Friday, Apr. 07, 1961
The Basso's Lot
"I still am czar!" sang the basso, glaring at his counselors like a wounded lion. Then he half rose from his throne to take the most spectacular fall in opera--pitching forward on his left shoulder and rolling down the stairs to lie dead on the marbled Kremlin floor. The basso, who had studiously practiced his fall in a neighborhood gym, was Chicago-born Giorgio Tozzi; his part was the title role in last week's NBC-TV version of Mussorgsky's Boris Godunov. For both Tozzi and the NBC Opera, the production of Boris was a fine climax to the season.
The Foe Will Come. The NBC Boris was whittled down to two hours from two hours, 45 minutes. Inevitably, a great many scenes suffered: the garden scene, with its stately polonaise, now consisted of a hurried procession of guests who appeared to be on their way to a cookout. The television camera could not encompass the crowd effects that are so important to Boris; and the Idiot at opera's end had only a thicket of birch .trees, rather than a forest, in which to sing his prophetic curtain song:
Soon the foe will come
And the dark will fall . . .
Cry, cry, Russian land,
Hungry people, cry.
Nevertheless, most of the cutting was skillful, the quickened pace and the camera closeups generated their own kind of dramatic tension. Above all, the production had, in Tozzi, a magnificent Boris--one who was able to suggest in his handsomely haunted voice and maddened eyes the tragedy that Mussorgsky saw in the convulsions of "blind Mother Russia."
It Ain't No Sin. Scoring a triumph in his first television opera--and in a role that he had infrequently sung before--was about par for Tozzi. He made his Met debut only six years ago; since then, he has thrown his big bronze voice into 27 different Met roles--including King Phillip in Don Carlo, Fiesco in Simon Boccanegra, Padre Guardiano in La Forza del Destino--and in the process has become one of the world's great bassos.
Son of an Italian-born laborer, Tozzi, 37, was introduced to music at home on a phonograph stacked with Caruso and Tetrazzini records and with contemporary pop hits (one favorite: "It ain't no sin to take off your skin and dance around in your bones"). Although he took voice lessons, he majored in biology at Chicago's DePaul University. But jobs were scarce when Tozzi got out of the Army in 1945, and he took to singing wherever he could--in the WGN Theater of the Air chorus, with Skitch Henderson and his orchestra at a local nightclub, at local women's clubs. A role in Benjamin Britten's short-lived Rape of Lucretia took him to Broadway, and from there he went to London to star in a musical comedy about a prizefighter who danced about the ring beating the stuffing out of his opponent while his leading lady warbled:
Samson, my knight,
Are you all right?
I cannot stand to see the heavy blows,
But they are necessary I suppose.
Even opera was better than that, and Tozzi went to Italy to study. With the help of his teacher, he changed from baritone to bass, a decision he never regretted, although in basso roles he rarely gets the rafter-ringing aria or the girl. He admits to some annoyance when a tenor or soprano "who has been singing lousily all evening gets up there and hits a high note and brings the house down." But on balance, he will stick with the kings, priests, inquisitors and assassins who fall to the basso's lot. Being the villain, he finds, helps him "get rid of a lot of anxiety," and besides, a basso's roles are more convincing dramatically. "Can you imagine," he says, "having to make something out of a character as stupid as Leonora? I'd feel a perfect fool!"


Problem description: The following entries are to be repeated exactly, and the pictures are to be left behind.

(Collection entries)
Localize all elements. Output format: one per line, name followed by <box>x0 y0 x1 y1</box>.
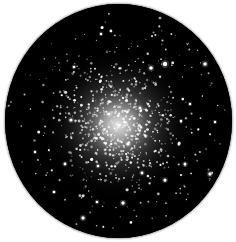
field-vignette <box>5 4 232 238</box>
image-canvas: globular star cluster in telescope eyepi… <box>0 0 236 242</box>
star-cluster <box>5 4 232 238</box>
telescope-field: globular star cluster in telescope eyepi… <box>5 4 232 238</box>
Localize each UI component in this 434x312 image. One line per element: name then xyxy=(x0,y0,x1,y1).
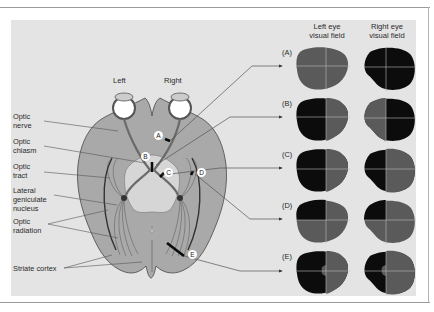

Final answer:
Localize all elements. Output format: one per line, name followed by <box>x0 y0 x1 y1</box>.
field-vignette <box>5 4 232 238</box>
image-canvas: globular star cluster in telescope eyepi… <box>0 0 236 242</box>
star-cluster <box>5 4 232 238</box>
telescope-field: globular star cluster in telescope eyepi… <box>5 4 232 238</box>
Localize each UI component in this 434x312 image. One line per element: name then xyxy=(x0,y0,x1,y1).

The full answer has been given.